Some found the book indecent. There was, according to his critics, something distasteful about the application of economic analysis to a field dealing with life and death.
But Dr. Fuchs, at the time an economist at the National Bureau of Economic Research, made a compelling case for realism.
It turns out, he found, that health and health care don’t really move in tandem, and that differences in national outcomes have more to do with culture, environment, social policy and individual choice than the cost or level of health care. The lavish specialized care in which the US excels is no guarantee of overall better health, he argued.
“The access problem involves mostly primary care and emergency care,” he wrote, “and may often be encountered by physician assistants, nurse practitioners, and other types of health professionals.”
In 2005, he teamed up with Ezekiel J. Emanuel, an oncologist and bioethicist, to propose a plan to provide universal health insurance through vouchers that people would use to purchase basic health insurance. It would be up to them to purchase additional coverage.
Dr. Fuchs wasn’t holding out hope that their plan would work. The biggest problem facing America’s health care system, he says, is the reluctance of politicians and the public to make the tough decisions necessary for real change.
He was a strong critic of the Clinton administration’s health care reform efforts in the early 1990s—not because he disagreed with the goal or even some of the proposals, but because he thought the White House was naïve about what real reform would bring.
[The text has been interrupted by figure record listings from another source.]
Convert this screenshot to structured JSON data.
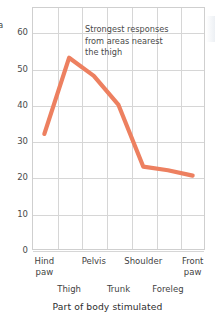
{
  "chart_data": {
    "type": "line",
    "title": "",
    "xlabel": "Part of body stimulated",
    "ylabel": "a",
    "categories": [
      "Hind\npaw",
      "Thigh",
      "Pelvis",
      "Trunk",
      "Shoulder",
      "Foreleg",
      "Front\npaw"
    ],
    "categories_flat": [
      "Hind paw",
      "Thigh",
      "Pelvis",
      "Trunk",
      "Shoulder",
      "Foreleg",
      "Front paw"
    ],
    "values": [
      32,
      53,
      48,
      40,
      23,
      22,
      20.5
    ],
    "ylim": [
      0,
      67
    ],
    "xlim": [
      0,
      7
    ],
    "yticks": [
      0,
      10,
      20,
      30,
      40,
      50,
      60
    ],
    "ytick_labels": [
      "0",
      "10",
      "20",
      "30",
      "40",
      "50",
      "60"
    ],
    "grid": true,
    "legend": "none",
    "series_color": "#ED8060",
    "grid_color": "#d6d6d6",
    "frame_color": "#cfcfcf",
    "annotations": [
      {
        "text": "Strongest responses\nfrom areas nearest\nthe thigh",
        "lines": [
          "Strongest responses",
          "from areas nearest",
          "the thigh"
        ]
      }
    ]
  },
  "axis": {
    "y_title_partial": "a",
    "x_title": "Part of body stimulated"
  },
  "x_rows": {
    "top": [
      {
        "label": "Hind\npaw",
        "index": 0
      },
      {
        "label": "Pelvis",
        "index": 2
      },
      {
        "label": "Shoulder",
        "index": 4
      },
      {
        "label": "Front\npaw",
        "index": 6
      }
    ],
    "bottom": [
      {
        "label": "Thigh",
        "index": 1
      },
      {
        "label": "Trunk",
        "index": 3
      },
      {
        "label": "Foreleg",
        "index": 5
      }
    ]
  }
}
“Clinton’s plan was a combination of ignorance and arrogance, and it turned out to be a disaster,” he told The New York Times in 2000. “But I didn’t believe for a minute that they could achieve major health care reform. Health care reform requires significant political investment.
He was just as negative about President Barack Obama’s health care changes a generation later. He said they did nothing to address the root causes of high costs and instead just shifted those costs.
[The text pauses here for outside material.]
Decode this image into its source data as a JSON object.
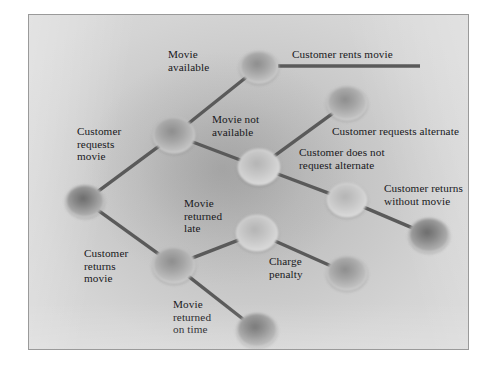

“Cost shifting does nothing to the real cost of health care,” he told KFF Health News. “The name of the game in Washington is to try to hide who bears the cost.
Victor Robert Fuchs was born in the Bronx on January 31, 1924, the son of Jewish immigrants from Austria. His father, Al, sold furs, and his mother, Frances (Scheiber) Fuchs, was a homemaker.
Victor served in the Army during World War II, then returned to New York to attend New York University. After graduating in business administration in 1947, he went to work for his father.
In 1948 he married Beverly Beck. She died in 2007. Along with his son Fred, he is survived by another son, Ken; his daughters, Nancy Fuchs Kreimer and Paula Fuchs; 10 grandchildren; and six great-grandchildren. His brother, Lawrence Fuchs, Distinguished Professor of American Studies at Brandeis University, died in 2013.
After several years in the family business, Dr. Fuchs decided on a new career and enrolled in a doctoral economics program at Columbia University. He received his Ph.D. in 1954 with a dissertation on the fur business.
He taught at Columbia and New York universities before moving to the National Bureau of Economic Research, a nonprofit organization based in Cambridge, Massachusetts. In the early 1970s, the bureau sent him to Palo Alto to open its West Coast office. He received a joint appointment at Stanford and in 1978 switched to the university full-time.
He wrote more than 200 research papers and 16 additional books after “Who Shall Live?”, including the sequel, “How We Live: An Economic View of Americans from Birth to Death” (1984). The Times economics writer Peter Passell called the book “an economist’s look at everything from why some women smoke during pregnancy, to whether it makes sense to send Junior to Harvard, to why Junior’s widowed mother won’t move back in with the kids.” .”
Dr. Fuchs retired in 1995 but continued to write articles and books; he completed his last, new edition of “How We Live” not long before his death. It is scheduled to be published next month.